On days like these I always wonder what it would be like to be the Grim Reaper. Having just left Holy Cross, a shitty, rundown hospital in Kendall---I know exactly what it's like.
My name is Mario but most everyone in the business refers to me as the Removal King. What exactly do I remove and why am I the king? Well, let's just say that as I walk out this dilapidated building trying to pass itself off as a hospital I am not walking out with medicine or even paperwork. In my awkward-looking, black case, purchased by Daniel's Funeral Home sometime during the Nixon administration, lies a small, dead, and rotting baby girl, wrapped up in a sheet, a plastic, and a red bio hazard bag. I should be distraught, what with being a brand new father, but I feel nothing. It's not that I don't care, because I do, but the truth is, well, I don't.
It's my fifth year in the business and to say making it halfway to a decade is rare would be an understatement. I am the last of my breed in the business. Most funeral homes don't even do their own calls anymore; they call companies to do them. Those companies, or "removal services", hire pretty much anyone off the street, so long as you can walk, talk, and don't have an insatiable thirst to have sex with a corpse. Somewhere into my 2nd year someone close to me anointed me the King of Removals and it sort of just stuck.
The hot Florida sun seems to be burning through my black, blood-stained suit. There are another four calls waiting for me. Perhaps, that is one of the hospitals calling my cell phone as I load "Baby Rosalyn Perez" into my van. I might just be losing my mind, finally. I am working 24 hour shifts, 6 days a week. Most of the times I sleep in the death-scented van waiting for someone to die. Some might call that dedicated; most would say there is something wrong with me. I am just 8 calls away from my 2,000th removal. I am also close to the end. I don't know which will come first but consider this my first entry into my journal of Death.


■ Exercise brief: Pictures aside, copy exactly the lines running from the one with "Survey the screen for 'tree'." to the end of the records.

■ Provided data:

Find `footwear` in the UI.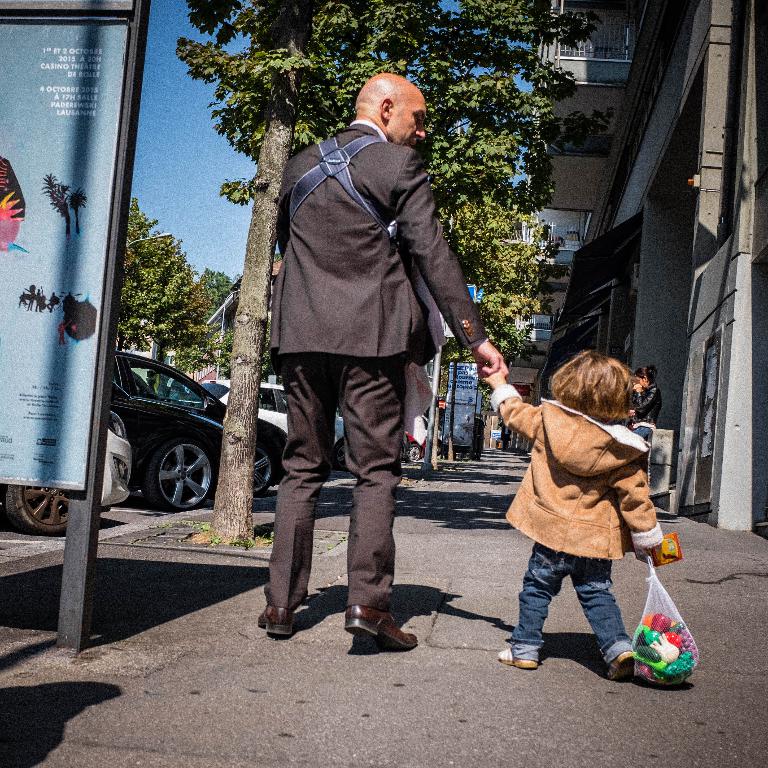
UI element at (609, 649, 642, 681).
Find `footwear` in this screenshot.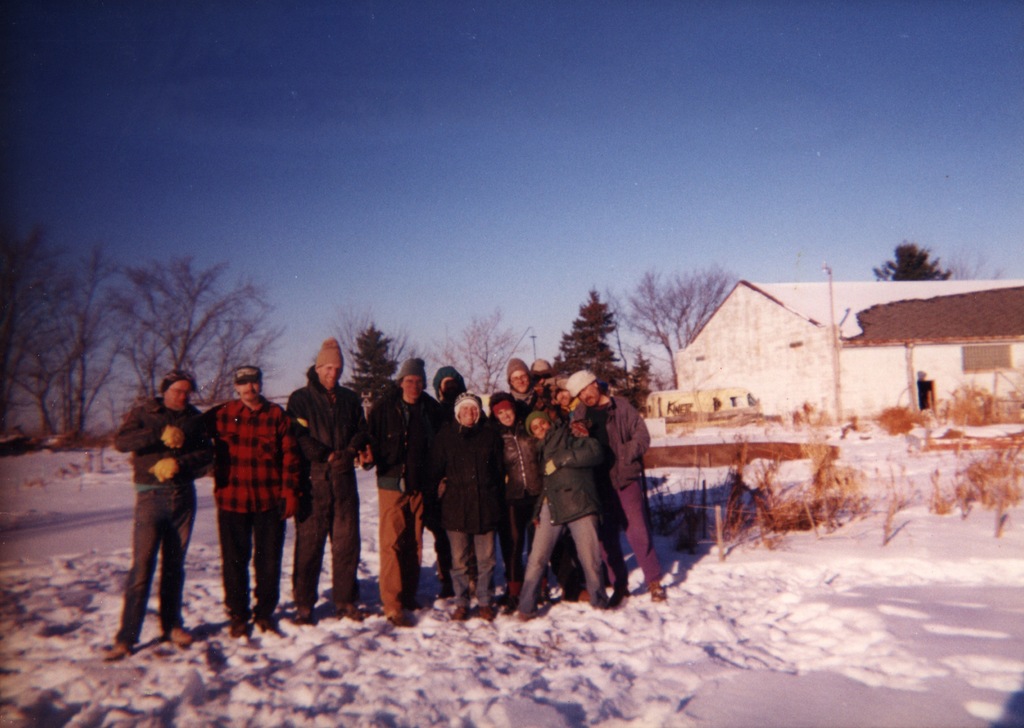
The bounding box for `footwear` is 104:639:139:665.
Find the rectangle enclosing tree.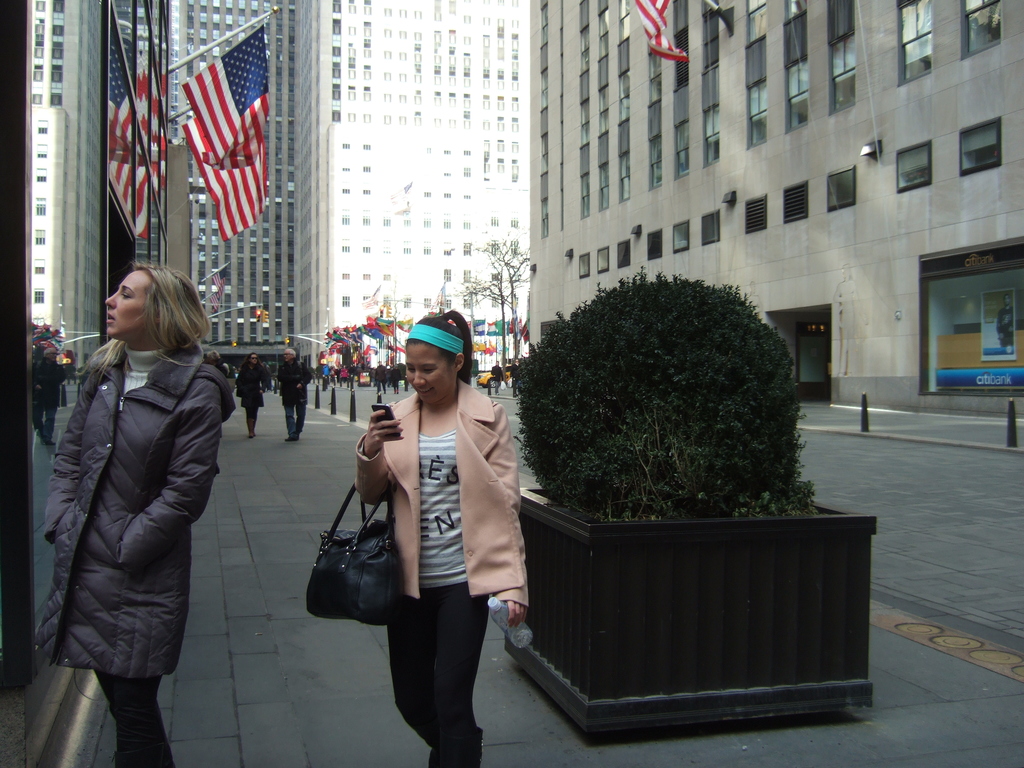
{"left": 457, "top": 232, "right": 530, "bottom": 356}.
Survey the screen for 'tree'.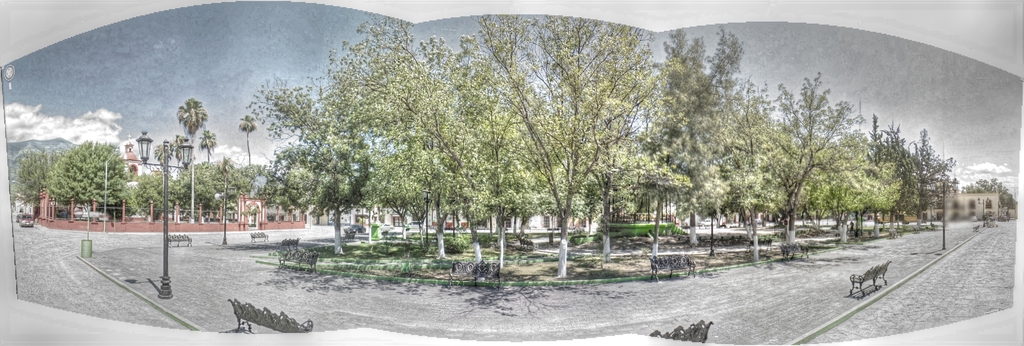
Survey found: 177,88,208,194.
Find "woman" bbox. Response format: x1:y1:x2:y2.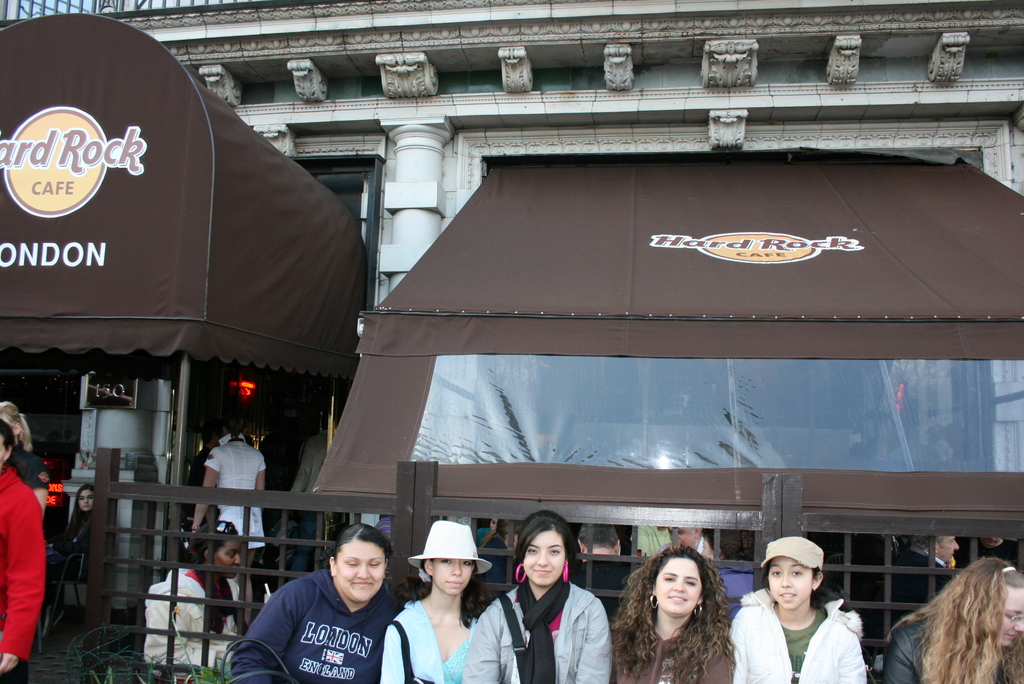
39:481:111:629.
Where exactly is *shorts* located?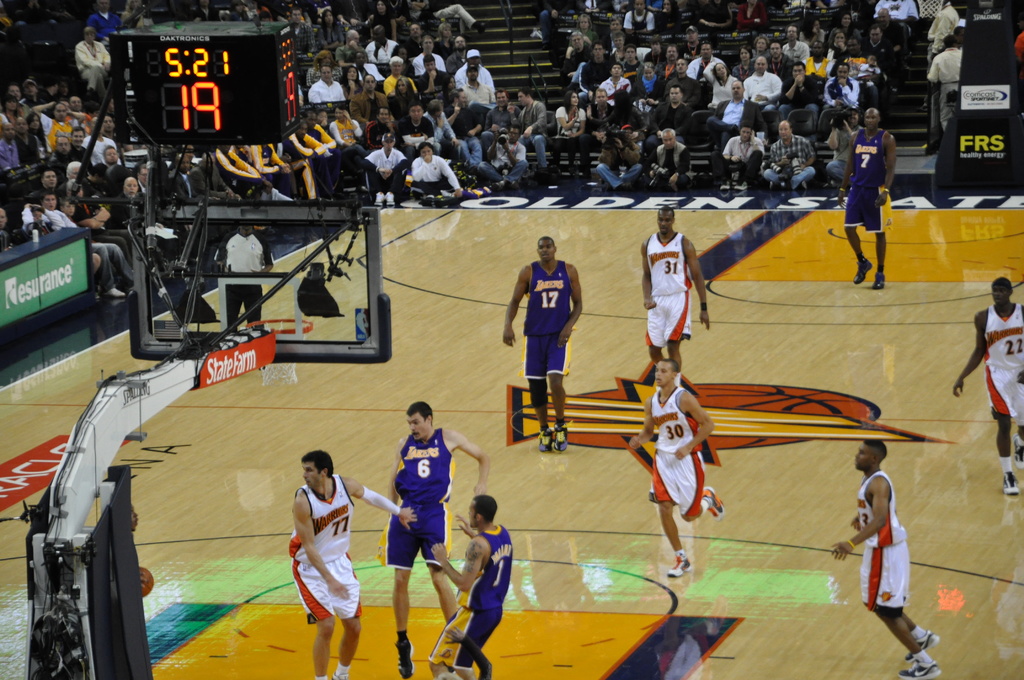
Its bounding box is bbox=(646, 448, 705, 514).
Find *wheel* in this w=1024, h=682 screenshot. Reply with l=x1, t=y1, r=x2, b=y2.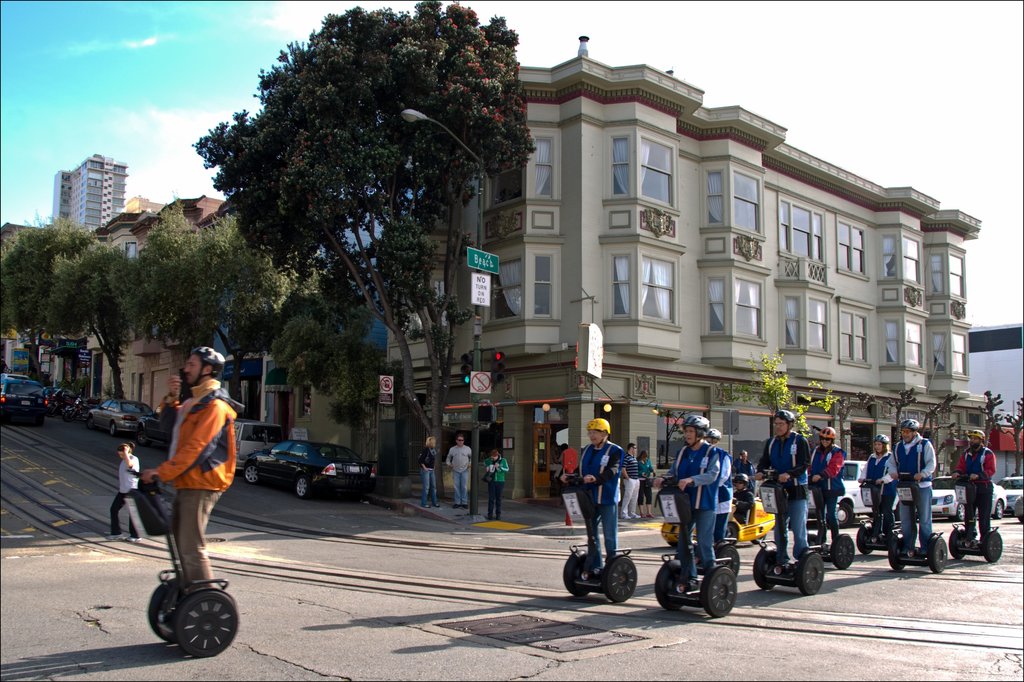
l=707, t=569, r=737, b=617.
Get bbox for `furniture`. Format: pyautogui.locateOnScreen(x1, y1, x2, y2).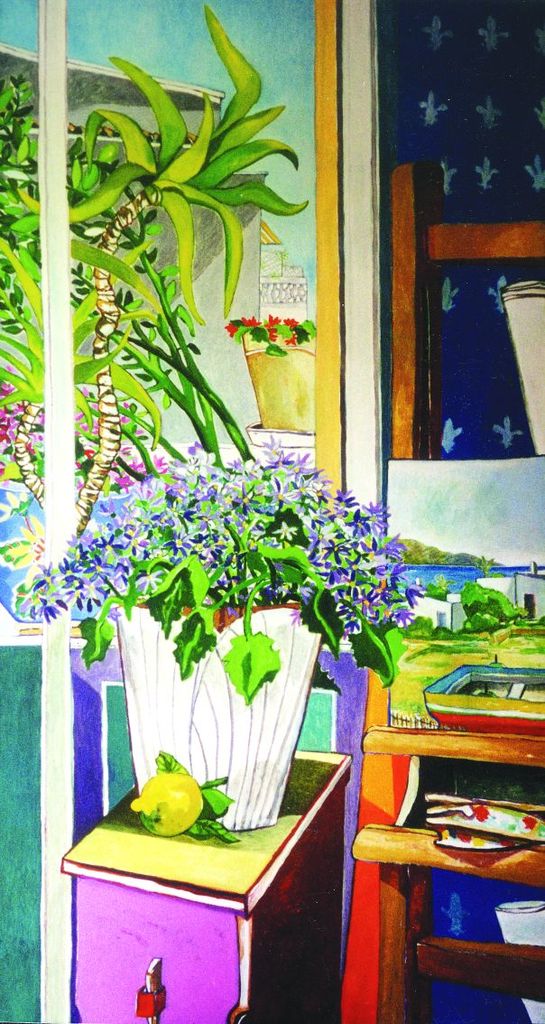
pyautogui.locateOnScreen(55, 743, 351, 1023).
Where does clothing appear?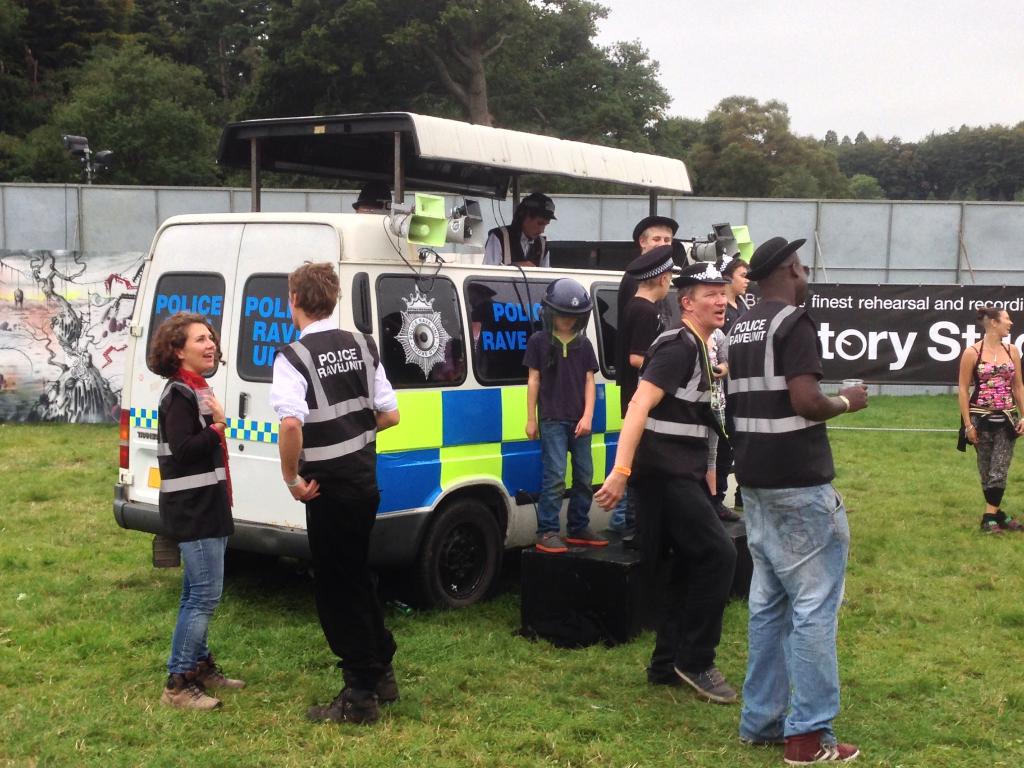
Appears at crop(480, 220, 552, 266).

■ Result of this task:
Survey the screen for 'tree'.
Survey found: 177,88,208,194.
Find "woman" bbox. Response format: x1:y1:x2:y2.
39:481:111:629.
Where exactly is *shorts* located?
Its bounding box is bbox=(646, 448, 705, 514).
Find *wheel* in this w=1024, h=682 screenshot. Reply with l=x1, t=y1, r=x2, b=y2.
l=707, t=569, r=737, b=617.
Get bbox for `furniture`. Format: pyautogui.locateOnScreen(x1, y1, x2, y2).
pyautogui.locateOnScreen(55, 743, 351, 1023).
Where does clothing appear?
Appears at crop(480, 220, 552, 266).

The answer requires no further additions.